One especially useful component of a microscopic
machine would be a motor. Researchers from the Chung-Ang University in
Korea have worked out how a nanoscale gas turbine made from nanotubes
would work.
Nanotubes are rolled-up sheets of carbon atoms that can be narrower
than a nanometer in diameter. A nanometer is one millionth of a millimeter,
which is the span of 10 hydrogen atoms, or one-thousandth the diameter
of an E. coli bacterium.
The researchers studied the friction between the outer nanotube
surface and gas flowing past it with the idea that this friction could
be used to provide engine torque, or the force required to turn a shaft.

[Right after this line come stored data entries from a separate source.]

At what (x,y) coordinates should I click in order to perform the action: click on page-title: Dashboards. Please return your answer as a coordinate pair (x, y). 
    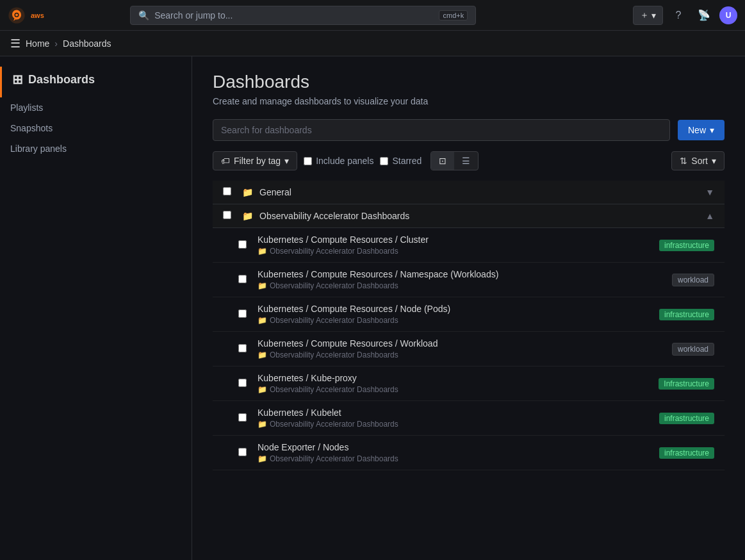
    Looking at the image, I should click on (469, 82).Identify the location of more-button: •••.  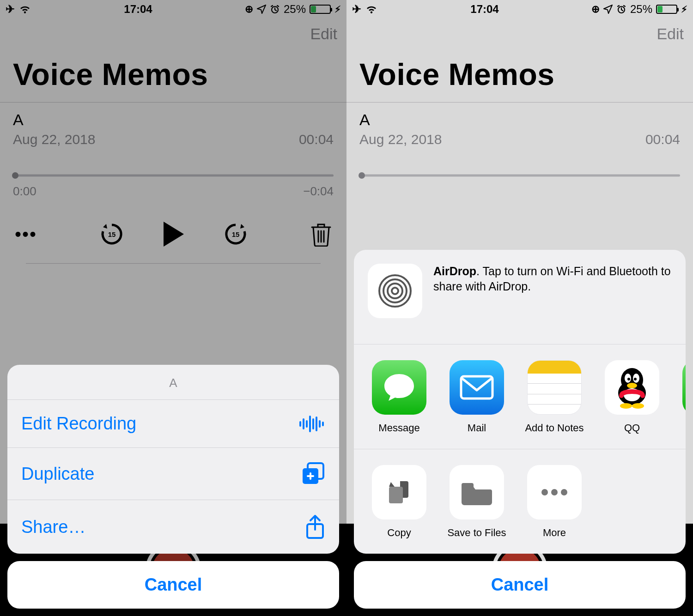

They found that multiwall, or nested nanotubes, which experienced
no friction between the tubes, can be used to make nanotube motors that
can be efficiently operated and controlled by low liquid or gas flow rates.
The motor could eventually be used to drive nanoscale machines.
Previous research showed that an inner tube pulled partway out
of a multi-wall carbon nanotube will snap back due to molecular electrostatic
forces, and will continue to slide back and forth millions of times a
second.
The researchers propose to use such a nanotube oscillator as a
piston to pump the gas or liquid through a nanotube loop. The gas flow
would spin a nanotube modified to have gear teeth. The gear-modified nanotube,
embedded perpendicularly in the gas flow loop, would produce the motor's
output in the form of a rotating shaft.
In the researchers' simulations, the speed of the oscillator determined
the gas flow rate, which controlled the speed of the motor.
Nanotube motors could become practical within seven years, according
to the researchers. The work appeared in the November issue of Nanotechnology.